It wasn't the confrontational and ritual-like concert Killing Joke were renowned for in their early years. But the band's first ever show in New Zealand - where frontman Jaz Coleman has lived much of his life - certainly was a celebration of 35 years of Killing Joke.
Which meant you could forgive a few patchy moments, like Coleman struggling to find the right notes on their most well known song, Love Like Blood (which he dedicated to Kiwi UFO enthusiast and theorist, Captain Bruce Cathie, who died recently). Thankfully Coleman's vocal problems were only brief and he was in typically fearsome and caustic voice for most of the 100 minute set.
The sold-out, sweaty, and perhaps slightly over-crowded show at the Studio, covered the whole gamut of their vast industrial post punk canon, starting with the regal churn of Requiem, the first song off their self-titled debut album from 1980.
That classic record, which was an influence on everyone from Metallica and Nirvana to Nine Inch Nails and Shihad, also provided the nights two highlights with the industrial boogie of instrumental Bloodsport and the seething call to arms of Wardance.
No band churns and rages away quite like Killing Joke. The combination of guitarist Geordie Walker's eerie and arcing riffs, the rampant onslaught of bass player Youth and man-machine drummer Jason Bowld (stepping in for original drummer "Big" Paul Ferguson who was ruled out because of tendonitis), and Coleman out front conjuring up his own sonic storm, makes for a deliciously dangerous musical force.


§ **GOAL OF THE EXERCISE**
A single number is the expected answer: the count of lines in the records below that contain "interactable".
*** Opening of DATA SECTION ***
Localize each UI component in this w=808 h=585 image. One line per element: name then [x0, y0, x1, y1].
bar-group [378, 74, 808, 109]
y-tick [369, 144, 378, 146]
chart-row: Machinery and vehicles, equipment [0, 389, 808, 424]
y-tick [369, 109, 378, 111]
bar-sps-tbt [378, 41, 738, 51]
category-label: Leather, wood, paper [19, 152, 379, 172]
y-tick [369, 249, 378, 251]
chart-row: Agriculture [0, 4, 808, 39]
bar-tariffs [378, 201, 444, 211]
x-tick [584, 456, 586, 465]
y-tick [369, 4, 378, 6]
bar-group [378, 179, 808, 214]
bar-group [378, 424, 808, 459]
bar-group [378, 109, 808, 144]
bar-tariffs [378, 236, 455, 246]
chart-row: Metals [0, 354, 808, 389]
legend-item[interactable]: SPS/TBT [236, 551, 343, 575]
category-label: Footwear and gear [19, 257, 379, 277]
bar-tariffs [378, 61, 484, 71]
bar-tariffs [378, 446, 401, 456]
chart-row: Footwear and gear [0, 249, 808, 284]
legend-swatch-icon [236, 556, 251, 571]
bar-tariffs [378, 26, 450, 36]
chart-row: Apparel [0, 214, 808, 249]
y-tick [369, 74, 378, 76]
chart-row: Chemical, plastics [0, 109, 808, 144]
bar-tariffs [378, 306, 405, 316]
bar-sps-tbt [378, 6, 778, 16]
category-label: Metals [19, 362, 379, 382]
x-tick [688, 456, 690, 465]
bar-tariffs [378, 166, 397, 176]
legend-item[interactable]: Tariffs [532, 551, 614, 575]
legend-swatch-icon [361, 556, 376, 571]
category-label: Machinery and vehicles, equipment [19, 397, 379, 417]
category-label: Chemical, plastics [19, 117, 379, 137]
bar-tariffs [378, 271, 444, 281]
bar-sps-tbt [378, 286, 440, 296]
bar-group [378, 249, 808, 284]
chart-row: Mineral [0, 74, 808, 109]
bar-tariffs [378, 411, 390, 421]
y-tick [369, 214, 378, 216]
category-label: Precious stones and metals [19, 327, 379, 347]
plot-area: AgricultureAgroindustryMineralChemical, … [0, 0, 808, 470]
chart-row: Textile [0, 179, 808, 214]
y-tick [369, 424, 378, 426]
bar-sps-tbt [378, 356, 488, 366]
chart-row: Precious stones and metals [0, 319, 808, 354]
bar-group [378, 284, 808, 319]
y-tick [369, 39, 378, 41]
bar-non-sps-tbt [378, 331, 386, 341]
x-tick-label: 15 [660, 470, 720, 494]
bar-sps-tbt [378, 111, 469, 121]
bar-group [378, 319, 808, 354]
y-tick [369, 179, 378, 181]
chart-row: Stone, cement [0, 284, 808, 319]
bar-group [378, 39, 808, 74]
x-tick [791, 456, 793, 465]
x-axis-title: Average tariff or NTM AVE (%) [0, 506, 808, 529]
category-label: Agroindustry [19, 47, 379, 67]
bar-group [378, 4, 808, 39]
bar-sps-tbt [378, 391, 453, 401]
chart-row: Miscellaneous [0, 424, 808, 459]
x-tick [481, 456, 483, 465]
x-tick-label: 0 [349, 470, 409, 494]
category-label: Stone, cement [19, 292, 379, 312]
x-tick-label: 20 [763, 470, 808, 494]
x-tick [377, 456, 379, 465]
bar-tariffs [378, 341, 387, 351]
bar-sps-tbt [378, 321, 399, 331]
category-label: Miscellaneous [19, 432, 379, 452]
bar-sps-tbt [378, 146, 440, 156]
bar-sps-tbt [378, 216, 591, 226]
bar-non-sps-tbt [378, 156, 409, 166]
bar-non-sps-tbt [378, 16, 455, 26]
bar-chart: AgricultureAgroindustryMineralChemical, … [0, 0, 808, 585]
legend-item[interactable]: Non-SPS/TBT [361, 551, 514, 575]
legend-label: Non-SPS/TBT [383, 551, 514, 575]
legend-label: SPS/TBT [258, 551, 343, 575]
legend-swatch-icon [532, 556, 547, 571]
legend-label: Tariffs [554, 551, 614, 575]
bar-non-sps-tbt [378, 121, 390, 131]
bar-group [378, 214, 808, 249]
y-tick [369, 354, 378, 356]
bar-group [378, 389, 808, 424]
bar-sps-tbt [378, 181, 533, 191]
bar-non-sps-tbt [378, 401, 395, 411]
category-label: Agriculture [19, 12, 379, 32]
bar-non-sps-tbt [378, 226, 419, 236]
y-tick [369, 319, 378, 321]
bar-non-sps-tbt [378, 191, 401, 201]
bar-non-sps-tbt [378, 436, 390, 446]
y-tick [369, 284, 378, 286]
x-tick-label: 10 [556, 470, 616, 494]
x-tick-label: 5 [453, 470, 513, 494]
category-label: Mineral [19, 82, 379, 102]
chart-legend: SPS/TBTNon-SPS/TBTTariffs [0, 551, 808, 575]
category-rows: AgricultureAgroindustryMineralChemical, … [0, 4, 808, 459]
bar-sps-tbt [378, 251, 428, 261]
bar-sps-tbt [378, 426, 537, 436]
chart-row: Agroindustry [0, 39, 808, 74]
*** Close of DATA SECTION ***
§ **YOUR RESPONSE**
3